Abstract
It is generally assumed that, when judging the proportionality of a humanitarian intervention, the relevant costs that must be factored into the equation are not only those brought about directly and immediately, but also those brought about via the interceding agency of other parties; the mediated consequences. Here I want to challenge that assumption. First, I argue that rebels fighting off an oppressive regime cannot reasonably be held to a standard of proportionality under which mediated consequences count fully in the calculus. Given this, I ask whether we can justify holding international rescuers – using similar means in pursuit of similar ends – to a more stringent standard. If the answer is yes, then curiously it turns out that an intervention might fail to satisfy the principle of proportionality despite its expected costs and consequences being identical to those of an insurrection which is rightly judged to satisfy that principle. I argue, however, that every attempt to justify the asymmetry has shortcomings. If this is right, then the standard of proportionality to which we hold states or coalitions engaged in armed international rescue operations should be reviewed and, arguably, relaxed.
Ned Dobos is Lecturer in Ethics at the University of New South Wales, Canberra, and Adjunct Fellow at the Centre for Applied Philosophy and Public Ethics, Charles Sturt University. He is the author of Insurrection and Intervention: The Two Faces of Sovereignty (2012), and coeditor (with Christian Barry and Thomas Pogge) of Global Financial Crisis: The Ethical Issues (2011). N.Dobos@adfa.edu.au
Footnotes
* Earlier versions of this paper were presented at the Centre for Applied Philosophy and Public Ethics, University of Melbourne; at the Australian National University's Social and Political Theory seminar; and at the HASS research seminar at the University of New South Wales, Canberra. I would like to thank all who attended and provided such incredibly helpful feedback. I am especially grateful to Andrew Alexandra, Peter Balint, Christian Barry, Tom Campbell, Stephen Coleman, Adam Gastineau, Seth Lazar, Igor Primoratz, and Nicholas Southwood. I am also immensely grateful to Christopher Finlay and two other anonymous reviewers for Ethics & International Affairs, as well as to the editors of the journal, for their insightful comments and suggestions. Some of the material in this paper builds on my work in Insurrection and Intervention: The Two Faces of Sovereignty (Cambridge University Press, 2012).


> **YOUR INSTRUCTIONS**
An exact copy of the entries is required, excluding any pictures.

MATERIAL FOR THIS TASK Start Marker

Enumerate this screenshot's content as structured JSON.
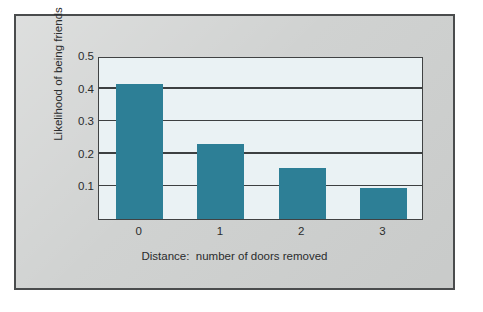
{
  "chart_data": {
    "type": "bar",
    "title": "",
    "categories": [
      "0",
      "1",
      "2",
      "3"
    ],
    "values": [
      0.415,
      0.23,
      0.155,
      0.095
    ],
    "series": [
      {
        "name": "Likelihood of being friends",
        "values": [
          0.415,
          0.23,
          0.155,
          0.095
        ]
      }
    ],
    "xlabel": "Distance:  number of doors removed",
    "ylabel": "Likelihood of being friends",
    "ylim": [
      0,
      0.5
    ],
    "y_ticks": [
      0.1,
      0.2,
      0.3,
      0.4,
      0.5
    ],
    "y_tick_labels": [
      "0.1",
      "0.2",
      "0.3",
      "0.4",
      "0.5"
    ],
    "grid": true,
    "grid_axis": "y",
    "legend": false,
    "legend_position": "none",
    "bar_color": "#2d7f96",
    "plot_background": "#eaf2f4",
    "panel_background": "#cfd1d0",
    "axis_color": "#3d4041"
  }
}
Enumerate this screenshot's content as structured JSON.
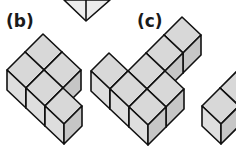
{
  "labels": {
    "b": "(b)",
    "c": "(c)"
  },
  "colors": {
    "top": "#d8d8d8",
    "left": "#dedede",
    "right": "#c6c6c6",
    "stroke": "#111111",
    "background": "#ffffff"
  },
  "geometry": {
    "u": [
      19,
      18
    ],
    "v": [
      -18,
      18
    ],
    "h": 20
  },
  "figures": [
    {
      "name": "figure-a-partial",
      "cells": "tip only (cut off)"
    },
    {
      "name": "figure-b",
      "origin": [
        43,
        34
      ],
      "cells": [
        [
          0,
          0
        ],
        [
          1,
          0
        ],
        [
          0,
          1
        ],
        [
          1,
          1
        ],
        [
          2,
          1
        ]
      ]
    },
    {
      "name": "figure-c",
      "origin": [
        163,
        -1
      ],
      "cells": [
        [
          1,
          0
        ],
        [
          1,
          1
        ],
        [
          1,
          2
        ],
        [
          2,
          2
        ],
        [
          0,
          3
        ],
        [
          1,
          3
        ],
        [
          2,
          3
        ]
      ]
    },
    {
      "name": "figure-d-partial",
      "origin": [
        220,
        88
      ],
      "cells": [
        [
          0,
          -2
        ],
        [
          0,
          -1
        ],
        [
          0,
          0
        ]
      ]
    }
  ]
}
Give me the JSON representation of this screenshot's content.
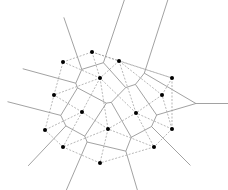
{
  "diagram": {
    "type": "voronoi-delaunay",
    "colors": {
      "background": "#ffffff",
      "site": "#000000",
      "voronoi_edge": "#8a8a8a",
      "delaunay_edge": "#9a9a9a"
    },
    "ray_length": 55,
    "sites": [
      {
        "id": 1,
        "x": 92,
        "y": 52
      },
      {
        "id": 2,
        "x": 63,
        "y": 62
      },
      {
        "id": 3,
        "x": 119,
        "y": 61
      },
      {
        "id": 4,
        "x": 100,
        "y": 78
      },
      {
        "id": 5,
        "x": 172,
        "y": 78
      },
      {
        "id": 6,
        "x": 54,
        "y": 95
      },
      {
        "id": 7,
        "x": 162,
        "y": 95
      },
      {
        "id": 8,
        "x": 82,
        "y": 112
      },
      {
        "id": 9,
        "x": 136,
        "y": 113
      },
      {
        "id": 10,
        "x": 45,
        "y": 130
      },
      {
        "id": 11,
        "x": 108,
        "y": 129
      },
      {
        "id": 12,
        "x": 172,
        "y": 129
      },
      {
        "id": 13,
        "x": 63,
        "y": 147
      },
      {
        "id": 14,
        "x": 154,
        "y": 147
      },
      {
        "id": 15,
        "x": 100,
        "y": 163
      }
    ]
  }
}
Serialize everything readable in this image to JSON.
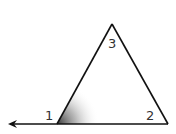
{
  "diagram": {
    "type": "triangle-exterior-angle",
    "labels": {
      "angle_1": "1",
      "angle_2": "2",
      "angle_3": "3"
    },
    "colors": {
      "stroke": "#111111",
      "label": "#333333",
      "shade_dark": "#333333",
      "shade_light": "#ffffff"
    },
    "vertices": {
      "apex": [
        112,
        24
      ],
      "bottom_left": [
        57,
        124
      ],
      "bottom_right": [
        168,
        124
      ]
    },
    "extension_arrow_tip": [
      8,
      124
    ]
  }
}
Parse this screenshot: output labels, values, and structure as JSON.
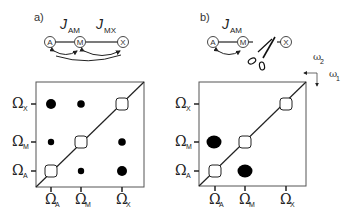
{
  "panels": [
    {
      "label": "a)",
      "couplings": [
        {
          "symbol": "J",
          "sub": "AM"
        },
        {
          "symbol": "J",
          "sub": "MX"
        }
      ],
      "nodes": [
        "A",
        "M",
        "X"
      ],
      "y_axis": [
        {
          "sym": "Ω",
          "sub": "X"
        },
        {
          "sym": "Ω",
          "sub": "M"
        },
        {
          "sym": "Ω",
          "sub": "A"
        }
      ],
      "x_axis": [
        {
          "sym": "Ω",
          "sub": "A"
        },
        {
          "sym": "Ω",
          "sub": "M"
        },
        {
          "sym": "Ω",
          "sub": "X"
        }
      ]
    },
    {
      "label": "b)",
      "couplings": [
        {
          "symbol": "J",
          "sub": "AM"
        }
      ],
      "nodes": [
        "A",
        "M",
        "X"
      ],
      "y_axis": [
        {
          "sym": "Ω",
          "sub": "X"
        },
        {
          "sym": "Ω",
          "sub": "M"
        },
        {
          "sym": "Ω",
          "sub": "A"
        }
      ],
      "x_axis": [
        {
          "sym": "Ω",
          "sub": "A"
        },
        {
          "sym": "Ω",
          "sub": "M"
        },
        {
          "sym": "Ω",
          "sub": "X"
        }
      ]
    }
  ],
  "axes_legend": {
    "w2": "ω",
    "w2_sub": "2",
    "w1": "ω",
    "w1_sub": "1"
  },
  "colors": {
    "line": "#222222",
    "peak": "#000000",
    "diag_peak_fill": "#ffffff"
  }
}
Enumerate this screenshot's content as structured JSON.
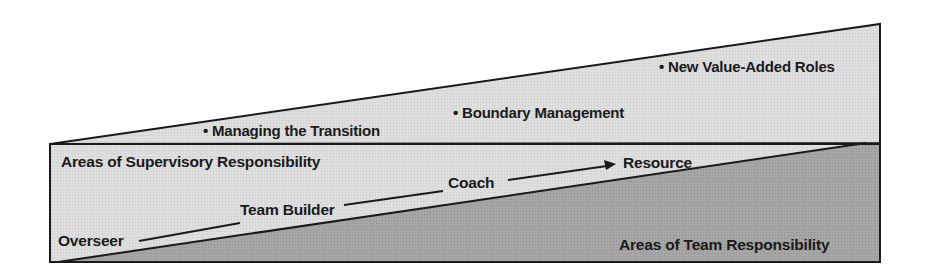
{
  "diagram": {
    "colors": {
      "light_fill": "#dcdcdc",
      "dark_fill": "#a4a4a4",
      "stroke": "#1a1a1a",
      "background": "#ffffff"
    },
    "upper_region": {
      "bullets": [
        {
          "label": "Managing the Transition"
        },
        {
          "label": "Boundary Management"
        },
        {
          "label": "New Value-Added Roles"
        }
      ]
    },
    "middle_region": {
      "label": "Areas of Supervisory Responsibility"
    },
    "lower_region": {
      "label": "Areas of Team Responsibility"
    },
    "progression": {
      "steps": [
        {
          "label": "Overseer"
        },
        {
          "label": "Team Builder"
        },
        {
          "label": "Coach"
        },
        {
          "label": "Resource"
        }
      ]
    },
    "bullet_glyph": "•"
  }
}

MATERIAL FOR THIS TASK End Marker

> **RESULT OF THIS EXERCISE**
Enumerate this screenshot's content as structured JSON.
{
  "chart_data": {
    "type": "bar",
    "title": "",
    "categories": [
      "0",
      "1",
      "2",
      "3"
    ],
    "values": [
      0.415,
      0.23,
      0.155,
      0.095
    ],
    "series": [
      {
        "name": "Likelihood of being friends",
        "values": [
          0.415,
          0.23,
          0.155,
          0.095
        ]
      }
    ],
    "xlabel": "Distance:  number of doors removed",
    "ylabel": "Likelihood of being friends",
    "ylim": [
      0,
      0.5
    ],
    "y_ticks": [
      0.1,
      0.2,
      0.3,
      0.4,
      0.5
    ],
    "y_tick_labels": [
      "0.1",
      "0.2",
      "0.3",
      "0.4",
      "0.5"
    ],
    "grid": true,
    "grid_axis": "y",
    "legend": false,
    "legend_position": "none",
    "bar_color": "#2d7f96",
    "plot_background": "#eaf2f4",
    "panel_background": "#cfd1d0",
    "axis_color": "#3d4041"
  }
}
Enumerate this screenshot's content as structured JSON.
{
  "labels": {
    "b": "(b)",
    "c": "(c)"
  },
  "colors": {
    "top": "#d8d8d8",
    "left": "#dedede",
    "right": "#c6c6c6",
    "stroke": "#111111",
    "background": "#ffffff"
  },
  "geometry": {
    "u": [
      19,
      18
    ],
    "v": [
      -18,
      18
    ],
    "h": 20
  },
  "figures": [
    {
      "name": "figure-a-partial",
      "cells": "tip only (cut off)"
    },
    {
      "name": "figure-b",
      "origin": [
        43,
        34
      ],
      "cells": [
        [
          0,
          0
        ],
        [
          1,
          0
        ],
        [
          0,
          1
        ],
        [
          1,
          1
        ],
        [
          2,
          1
        ]
      ]
    },
    {
      "name": "figure-c",
      "origin": [
        163,
        -1
      ],
      "cells": [
        [
          1,
          0
        ],
        [
          1,
          1
        ],
        [
          1,
          2
        ],
        [
          2,
          2
        ],
        [
          0,
          3
        ],
        [
          1,
          3
        ],
        [
          2,
          3
        ]
      ]
    },
    {
      "name": "figure-d-partial",
      "origin": [
        220,
        88
      ],
      "cells": [
        [
          0,
          -2
        ],
        [
          0,
          -1
        ],
        [
          0,
          0
        ]
      ]
    }
  ]
}
Give me the JSON representation of this screenshot's content.
{
  "diagram": {
    "type": "voronoi-delaunay",
    "colors": {
      "background": "#ffffff",
      "site": "#000000",
      "voronoi_edge": "#8a8a8a",
      "delaunay_edge": "#9a9a9a"
    },
    "ray_length": 55,
    "sites": [
      {
        "id": 1,
        "x": 92,
        "y": 52
      },
      {
        "id": 2,
        "x": 63,
        "y": 62
      },
      {
        "id": 3,
        "x": 119,
        "y": 61
      },
      {
        "id": 4,
        "x": 100,
        "y": 78
      },
      {
        "id": 5,
        "x": 172,
        "y": 78
      },
      {
        "id": 6,
        "x": 54,
        "y": 95
      },
      {
        "id": 7,
        "x": 162,
        "y": 95
      },
      {
        "id": 8,
        "x": 82,
        "y": 112
      },
      {
        "id": 9,
        "x": 136,
        "y": 113
      },
      {
        "id": 10,
        "x": 45,
        "y": 130
      },
      {
        "id": 11,
        "x": 108,
        "y": 129
      },
      {
        "id": 12,
        "x": 172,
        "y": 129
      },
      {
        "id": 13,
        "x": 63,
        "y": 147
      },
      {
        "id": 14,
        "x": 154,
        "y": 147
      },
      {
        "id": 15,
        "x": 100,
        "y": 163
      }
    ]
  }
}
Serialize everything readable in this image to JSON.
{
  "diagram": {
    "type": "triangle-exterior-angle",
    "labels": {
      "angle_1": "1",
      "angle_2": "2",
      "angle_3": "3"
    },
    "colors": {
      "stroke": "#111111",
      "label": "#333333",
      "shade_dark": "#333333",
      "shade_light": "#ffffff"
    },
    "vertices": {
      "apex": [
        112,
        24
      ],
      "bottom_left": [
        57,
        124
      ],
      "bottom_right": [
        168,
        124
      ]
    },
    "extension_arrow_tip": [
      8,
      124
    ]
  }
}
Parse this screenshot: output labels, values, and structure as JSON.
{
  "panels": [
    {
      "label": "a)",
      "couplings": [
        {
          "symbol": "J",
          "sub": "AM"
        },
        {
          "symbol": "J",
          "sub": "MX"
        }
      ],
      "nodes": [
        "A",
        "M",
        "X"
      ],
      "y_axis": [
        {
          "sym": "Ω",
          "sub": "X"
        },
        {
          "sym": "Ω",
          "sub": "M"
        },
        {
          "sym": "Ω",
          "sub": "A"
        }
      ],
      "x_axis": [
        {
          "sym": "Ω",
          "sub": "A"
        },
        {
          "sym": "Ω",
          "sub": "M"
        },
        {
          "sym": "Ω",
          "sub": "X"
        }
      ]
    },
    {
      "label": "b)",
      "couplings": [
        {
          "symbol": "J",
          "sub": "AM"
        }
      ],
      "nodes": [
        "A",
        "M",
        "X"
      ],
      "y_axis": [
        {
          "sym": "Ω",
          "sub": "X"
        },
        {
          "sym": "Ω",
          "sub": "M"
        },
        {
          "sym": "Ω",
          "sub": "A"
        }
      ],
      "x_axis": [
        {
          "sym": "Ω",
          "sub": "A"
        },
        {
          "sym": "Ω",
          "sub": "M"
        },
        {
          "sym": "Ω",
          "sub": "X"
        }
      ]
    }
  ],
  "axes_legend": {
    "w2": "ω",
    "w2_sub": "2",
    "w1": "ω",
    "w1_sub": "1"
  },
  "colors": {
    "line": "#222222",
    "peak": "#000000",
    "diag_peak_fill": "#ffffff"
  }
}
Enumerate this screenshot's content as structured JSON.
{
  "diagram": {
    "colors": {
      "light_fill": "#dcdcdc",
      "dark_fill": "#a4a4a4",
      "stroke": "#1a1a1a",
      "background": "#ffffff"
    },
    "upper_region": {
      "bullets": [
        {
          "label": "Managing the Transition"
        },
        {
          "label": "Boundary Management"
        },
        {
          "label": "New Value-Added Roles"
        }
      ]
    },
    "middle_region": {
      "label": "Areas of Supervisory Responsibility"
    },
    "lower_region": {
      "label": "Areas of Team Responsibility"
    },
    "progression": {
      "steps": [
        {
          "label": "Overseer"
        },
        {
          "label": "Team Builder"
        },
        {
          "label": "Coach"
        },
        {
          "label": "Resource"
        }
      ]
    },
    "bullet_glyph": "•"
  }
}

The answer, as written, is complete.